BUSS1020 · Quantitative Business Analysis
Basic Probability
Basic Probability (Week 3, Berenson Ch 4) gives you the rules for reasoning about uncertainty. You distinguish the three approaches to probability (a priori, empirical, subjective), apply the addition and multiplication rules, work with conditional probability and independence, reverse conditional statements with Bayes' theorem, and count outcomes with permutations and combinations. Contingency tables, decision trees and Venn diagrams are the visual tools that make these calculations concrete in a business setting.
What this chapter covers
- 01Three approaches: a priori, empirical, subjective
- 02Sample space, simple vs joint events, complement P(A') = 1 − P(A)
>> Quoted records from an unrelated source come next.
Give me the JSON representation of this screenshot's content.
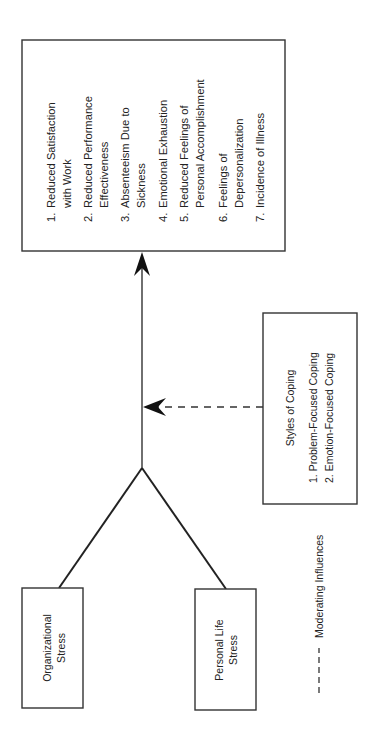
{
  "diagram": {
    "orientation": "rotated-90-ccw",
    "colors": {
      "stroke": "#333333",
      "text": "#222222",
      "background": "#ffffff"
    },
    "outcomes_box": {
      "items": [
        {
          "num": "1.",
          "lines": [
            "Reduced Satisfaction",
            "with Work"
          ]
        },
        {
          "num": "2.",
          "lines": [
            "Reduced Performance",
            "Effectiveness"
          ]
        },
        {
          "num": "3.",
          "lines": [
            "Absenteeism Due to",
            "Sickness"
          ]
        },
        {
          "num": "4.",
          "lines": [
            "Emotional Exhaustion"
          ]
        },
        {
          "num": "5.",
          "lines": [
            "Reduced Feelings of",
            "Personal Accomplishment"
          ]
        },
        {
          "num": "6.",
          "lines": [
            "Feelings of",
            "Depersonalization"
          ]
        },
        {
          "num": "7.",
          "lines": [
            "Incidence of Illness"
          ]
        }
      ]
    },
    "coping_box": {
      "title": "Styles of Coping",
      "items": [
        "1. Problem-Focused Coping",
        "2. Emotion-Focused Coping"
      ]
    },
    "source_boxes": [
      {
        "lines": [
          "Organizational",
          "Stress"
        ]
      },
      {
        "lines": [
          "Personal Life",
          "Stress"
        ]
      }
    ],
    "legend": {
      "symbol": "dashed-line",
      "label": "Moderating Influences"
    }
  }
}
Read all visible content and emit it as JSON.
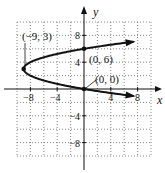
{
  "chart_data": {
    "type": "line",
    "title": "",
    "equation": "x = y^2 - 6y",
    "xlabel": "x",
    "ylabel": "y",
    "xlim": [
      -10,
      10
    ],
    "ylim": [
      -10,
      10
    ],
    "grid": true,
    "grid_step": 2,
    "x_ticks": [
      -8,
      -4,
      4,
      8
    ],
    "y_ticks": [
      8,
      4,
      -4,
      -8
    ],
    "x_tick_labels": [
      "−8",
      "−4",
      "4",
      "8"
    ],
    "y_tick_labels": [
      "8",
      "4",
      "−4",
      "−8"
    ],
    "series": [
      {
        "name": "parabola",
        "points": [
          {
            "x": 7.0,
            "y": 7.0
          },
          {
            "x": 0,
            "y": 6
          },
          {
            "x": -5,
            "y": 5
          },
          {
            "x": -8,
            "y": 4
          },
          {
            "x": -9,
            "y": 3
          },
          {
            "x": -8,
            "y": 2
          },
          {
            "x": -5,
            "y": 1
          },
          {
            "x": 0,
            "y": 0
          },
          {
            "x": 7.0,
            "y": -1.0
          }
        ]
      }
    ],
    "annotations": [
      {
        "label": "(−9, 3)",
        "x": -9,
        "y": 3
      },
      {
        "label": "(0, 6)",
        "x": 0,
        "y": 6
      },
      {
        "label": "(0, 0)",
        "x": 0,
        "y": 0
      }
    ]
  }
}
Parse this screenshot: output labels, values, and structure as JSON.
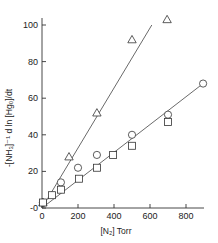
{
  "chart_data": {
    "type": "scatter",
    "title": "",
    "xlabel": "[N₂] Torr",
    "ylabel": "-[NH₃]⁻¹ d ln [Hg₀]/dt",
    "xlim": [
      0,
      900
    ],
    "ylim": [
      0,
      105
    ],
    "x_ticks": [
      0,
      200,
      400,
      600,
      800
    ],
    "y_ticks": [
      0,
      20,
      40,
      60,
      80,
      100
    ],
    "y_tick_labels": [
      "-0",
      "20",
      "40",
      "60",
      "80",
      "100"
    ],
    "grid": false,
    "legend": null,
    "series": [
      {
        "name": "triangles",
        "marker": "triangle",
        "points": [
          [
            5,
            3
          ],
          [
            150,
            28
          ],
          [
            305,
            52
          ],
          [
            500,
            92
          ],
          [
            695,
            103
          ]
        ]
      },
      {
        "name": "circles",
        "marker": "circle",
        "points": [
          [
            5,
            3
          ],
          [
            105,
            14
          ],
          [
            200,
            22
          ],
          [
            305,
            29
          ],
          [
            500,
            40
          ],
          [
            700,
            51
          ],
          [
            895,
            68
          ]
        ]
      },
      {
        "name": "squares",
        "marker": "square",
        "points": [
          [
            5,
            3
          ],
          [
            55,
            7
          ],
          [
            105,
            10
          ],
          [
            205,
            16
          ],
          [
            305,
            22
          ],
          [
            395,
            29
          ],
          [
            500,
            34
          ],
          [
            700,
            47
          ]
        ]
      }
    ],
    "fit_lines": [
      {
        "name": "upper-fit",
        "from": [
          0,
          0
        ],
        "to": [
          610,
          100
        ]
      },
      {
        "name": "lower-fit",
        "from": [
          0,
          0
        ],
        "to": [
          895,
          68
        ]
      }
    ]
  }
}
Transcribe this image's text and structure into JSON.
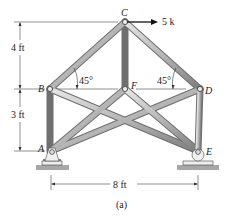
{
  "figure": {
    "caption": "(a)",
    "nodes": {
      "A": {
        "label": "A",
        "x": 51,
        "y": 151
      },
      "B": {
        "label": "B",
        "x": 50,
        "y": 89
      },
      "C": {
        "label": "C",
        "x": 125,
        "y": 22
      },
      "D": {
        "label": "D",
        "x": 200,
        "y": 89
      },
      "E": {
        "label": "E",
        "x": 198,
        "y": 151
      },
      "F": {
        "label": "F",
        "x": 125,
        "y": 89
      }
    },
    "load": {
      "label": "5 k",
      "direction": "right",
      "at": "C"
    },
    "angles": {
      "left": "45°",
      "right": "45°"
    },
    "dimensions": {
      "upper_height": "4 ft",
      "lower_height": "3 ft",
      "span": "8 ft"
    },
    "supports": {
      "A": "pin",
      "E": "roller"
    },
    "colors": {
      "member_light": "#d9d9d9",
      "member_dark": "#8a8a8a",
      "ground": "#a7a7a7",
      "line": "#333333"
    }
  }
}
- 03General addition rule and mutually exclusive events
- 04Conditional probability P(A | B) = P(A and B)/P(B)
- 05Multiplication rule and statistical independence
- 06Marginal probability via the law of total probability
- 07Bayes' theorem for reversing conditionals
- 08Counting rules: multiplication, permutations, combinations
Contingency table — conditional probability and independence
- 2 marksSet up the joint counts: express & returned = 60, express & not = 180; standard & returned = 20, standard & not = 140. Total returned = 60 + 20 = 80.
- 1 markMarginal probability P(returned) = 80/400 = 0.20.
- 2 marksConditional probability P(returned | express) = P(returned and express)/P(express) = 60/240 = 0.25.
- 1 markIndependence test: events are independent only if P(returned | express) = P(returned). Here 0.25 ≠ 0.20.
- 1 markConclude: 'returned' and 'express' are NOT independent — express orders are more likely to be returned.
Key terms
- Conditional probability
- P(A | B) = P(A and B)/P(B), the probability of A given that B has occurred; it re-scales probabilities to the subset where B is true.
- Statistical independence
- Events A and B are independent if knowing one tells you nothing about the other, i.e. P(A | B) = P(A), equivalently P(A and B) = P(A)P(B).
- Mutually exclusive events
- Events that cannot occur together, so P(A and B) = 0; the addition rule then simplifies to P(A or B) = P(A) + P(B).
- Bayes' theorem
- A rule for reversing a conditional probability: P(Bⱼ | A) = P(A | Bⱼ)P(Bⱼ) / Σ P(A | Bᵢ)P(Bᵢ), combining prior probabilities with new evidence.
- Permutation vs combination
- A permutation ₙPₖ = n!/(n−k)! counts ordered arrangements; a combination ₙCₖ = n!/[k!(n−k)!] counts unordered selections — order matters for one, not the other.
Basic Probability FAQ
How do I know whether to use a permutation or a combination?
Ask whether order matters. If rearranging the same items counts as a different outcome (a ranking, a sequence), use a permutation; if only the group of items matters (a committee, a sample), use a combination. Combinations are always smaller than the matching permutations.
When do I actually need Bayes' theorem?
When you know P(A | B) but the question asks for P(B | A) — the reversed conditional. Classic cases are screening or detection problems: you know the test's hit rate given a condition, and you want the chance of the condition given a positive test. A contingency table version handles many exam cases without the full formula.
Are mutually exclusive and independent the same thing?
No, and confusing them is a common error. Mutually exclusive means the events can't happen together (P(A and B) = 0); independent means one event doesn't affect the other's probability. In fact, two events with non-zero probabilities that are mutually exclusive are necessarily dependent.
What's the fastest way to handle a 2×2 problem?
Convert any percentages to counts in a contingency table with margins. Once the cells are filled, marginal, joint and conditional probabilities are just the right cell over the right total — no formula memorisation needed.
Exam move
Make the contingency table your default weapon: most exam probability questions can be turned into a 2×2 (or 2×3) table of counts, after which every probability is a ratio. Practise the four definitions side by side — marginal, joint, conditional, and the independence check — and write each in words. For counting, build the habit of asking 'order or no order?' before reaching for a formula. Reserve the full Bayes formula for problems where a table is awkward, and always interpret the reversed probability in plain business language.